Fleabag · Season 2 · Prime Video
Fleabag Season 2
Fleabag Season 2 is a MUST-WATCH, BollyMeter 9.5/10. 6 episodes on Prime Video from 4 March 2019.
Updated
What BollyAI Thinks
Season 2 is the rarer achievement: a second season that surpassed the first on every metric. Andrew Scott's Priest arrived as the show's best character - a man who noticed Fleabag looking at the camera and asked about it, the one person who saw through the fourth-wall performance. The central episode where he responds to a camera break mid-conversation is the show's structural masterstroke. Waller-Bridge won the three Emmys. Critics at 100% used terms like 'masterpiece' and 'perfect'. The final episode's ending - what she gives up and why - is earned in a way television endings almost never are. Twelve episodes total. The best comedy-drama in years.
BollyAI hasn't watched this. BollyAI has read everyone who has.
The Room
“Fleabag Season 2 is a miracle - romantic, devastating, formally perfect, and the best comedy on television by a margin that's almost unfair.”
Rotten Tomatoes (critics consensus)
Standout Episodes
The hours worth arguing about — premieres, finales, and the turning points. BollyAI reads the room episode by episode.
- E3Episode 39.6
The Priest notices her looking at the camera. The show's central conceit - the private confessional space between Fleabag and the audience - is suddenly invaded, and the whole architecture of what the show has been doing snaps into focus. Arguably the pivot point of the entire series.
The moment: The Priest following her gaze to camera and asking where she keeps going - the show's most technically audacious scene.
“The moment the Priest notices the fourth wall is television writing at its most inventive.” — Rotten Tomatoes (critics consensus)
- E6Episode 69.8
The series finale. What she chooses and what she gives up are both devastating, and the final camera look is the show saying goodbye in the only way it could. Waller-Bridge wrote herself a curtain call that earned every tear the audience was holding.
The moment: The last look to camera - the show's farewell to the one relationship it built with absolute honesty.
“One of the most accomplished series finales in the history of British television comedy-drama.” — Rotten Tomatoes (critics consensus)
Season Over Season
Surpasses Season 1 - the Priest character is the show's greatest invention, and the finale pays off both seasons simultaneously.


** Task statement **
If an entry below holds a picture, skip the picture and copy everything else exactly.

** Input data **
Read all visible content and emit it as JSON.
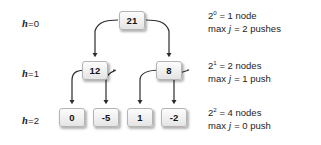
{
  "figure": {
    "background_color": "#ffffff"
  },
  "levels": [
    {
      "id": "level-0",
      "label_prefix": "h",
      "label_eq": "=",
      "label_value": "0"
    },
    {
      "id": "level-1",
      "label_prefix": "h",
      "label_eq": "=",
      "label_value": "1"
    },
    {
      "id": "level-2",
      "label_prefix": "h",
      "label_eq": "=",
      "label_value": "2"
    }
  ],
  "tree": {
    "root": {
      "value": "21"
    },
    "level1": [
      {
        "value": "12"
      },
      {
        "value": "8"
      }
    ],
    "level2": [
      {
        "value": "0"
      },
      {
        "value": "-5"
      },
      {
        "value": "1"
      },
      {
        "value": "-2"
      }
    ]
  },
  "notes": [
    {
      "id": "note-level-0",
      "power_base": "2",
      "power_exp": "0",
      "count_text": "= 1 node",
      "max_label": "max",
      "max_var": "j",
      "max_text": "= 2 pushes"
    },
    {
      "id": "note-level-1",
      "power_base": "2",
      "power_exp": "1",
      "count_text": "= 2 nodes",
      "max_label": "max",
      "max_var": "j",
      "max_text": "= 1 push"
    },
    {
      "id": "note-level-2",
      "power_base": "2",
      "power_exp": "2",
      "count_text": "= 4 nodes",
      "max_label": "max",
      "max_var": "j",
      "max_text": "= 0 push"
    }
  ],
  "style": {
    "edge_color": "#2b2b2b",
    "node_border": "#b4b4b4",
    "text_color": "#1d1d1d"
  }
}
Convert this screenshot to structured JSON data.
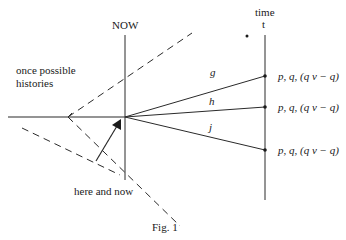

** Solved problem **
Read all visible content and emit it as JSON.
{
  "figure": {
    "background_color": "#ffffff"
  },
  "levels": [
    {
      "id": "level-0",
      "label_prefix": "h",
      "label_eq": "=",
      "label_value": "0"
    },
    {
      "id": "level-1",
      "label_prefix": "h",
      "label_eq": "=",
      "label_value": "1"
    },
    {
      "id": "level-2",
      "label_prefix": "h",
      "label_eq": "=",
      "label_value": "2"
    }
  ],
  "tree": {
    "root": {
      "value": "21"
    },
    "level1": [
      {
        "value": "12"
      },
      {
        "value": "8"
      }
    ],
    "level2": [
      {
        "value": "0"
      },
      {
        "value": "-5"
      },
      {
        "value": "1"
      },
      {
        "value": "-2"
      }
    ]
  },
  "notes": [
    {
      "id": "note-level-0",
      "power_base": "2",
      "power_exp": "0",
      "count_text": "= 1 node",
      "max_label": "max",
      "max_var": "j",
      "max_text": "= 2 pushes"
    },
    {
      "id": "note-level-1",
      "power_base": "2",
      "power_exp": "1",
      "count_text": "= 2 nodes",
      "max_label": "max",
      "max_var": "j",
      "max_text": "= 1 push"
    },
    {
      "id": "note-level-2",
      "power_base": "2",
      "power_exp": "2",
      "count_text": "= 4 nodes",
      "max_label": "max",
      "max_var": "j",
      "max_text": "= 0 push"
    }
  ],
  "style": {
    "edge_color": "#2b2b2b",
    "node_border": "#b4b4b4",
    "text_color": "#1d1d1d"
  }
}
Convert this screenshot to structured JSON data.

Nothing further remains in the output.